A good review should, therefore, first seek to understand where you are as an organisation. How do things work in practice? What are the unique specifics that might affect how you do things? What’s going right – and what’s going wrong? This means a lot of information gathering and a lot of talking with people at every level.

One of the things I find most illuminating is when I ask a range of individuals the same question. For example, “How comfortable are Trustees in challenging each other?” or “Does everyone on the Board have a copy of the constitution and do they know what it says?” [Hint – I don’t get the same answer. And that in itself is very revealing].

Finding out what is really happening in a charity is like shining a small torch on a globe. Each conversation, each paper, adds another light. Eventually, the whole globe is visible.

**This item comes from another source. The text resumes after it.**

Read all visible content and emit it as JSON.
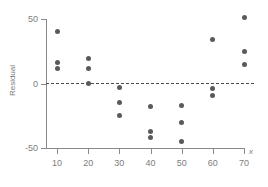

It’s one of the reasons I don’t believe that quiz-based, self-assessment tools are worth doing. It’s one light. You’ll see reflecting back at you one tiny part of the whole, and that part alone will not be representative of reality. If you really want to know what’s going on, you need an independent, thorough reviewer to come in and turn on all those lights.

Prioritising next steps

Once you have all the information and can see the globe, it’s about working out what’s most important to move forward on. These steps have to be practical, realistic, tailored and relevant.

The way I see it is that there is a charity development spectrum. Every charity has its place on that spectrum, and its next steps are about moving onwards and upwards. If you imagine that spectrum has 100 steps, there’s no point telling someone on step 4 about how they need to hit step 78. It’s just going to put them off. What we need to figure out is how to move them along to step 10. Then step 15.

But the order of those steps will differ across different organisations. And it’s the job of the reviewer to figure that out.

This needs to take into account everything from capacity to resources to people. It’s also not about regurgitating the best practice recommendations, but considering whether they need to be adapted to meet the realities of the charity concerned. The options for an international, multi-million-pound charity with 400 staff members will be vastly different from a village hall charity with six Trustees and one part-time underpaid administrator.

Communicating change

As a change manager, I know that communication is at the heart of successful change. Conducting a review – even before any change is considered – should be seen as part of the change management process. From the moment you start talking to people, there’s an opportunity to communicate – to raise awareness and understanding and to prepare the groundwork so that later decisions are understood and accepted.

There are also always those who think that looking at operational effectiveness is a waste of time, so the conversation itself can help to improve understanding about how getting organisational effectiveness right is essential to operational success.

Finally, we need to work out how further development steps – and repeated reviews – can be incorporated into organisational planning, so the movement up the development spectrum becomes part of business as usual.

So, while I might be entirely biased, I believe charity reviews are essential to success, where they are done with good consultation, effective communication and with constant regard to the unique situation of the charity concerned.

If you would like external help with your end-of-year review, please email office@actionplanning.co.uk

ABOUT FELICIA WILLOW

Felicia Willow

Felicia Willow is a Charity Consultant and Interim CEO who specialises in charitable governance, strategic planning and interim management. She has led seven charities successfully through transformational change, and works with dozens of others facilitating away days, carrying out reviews, and providing advice and support to help find the best way forward.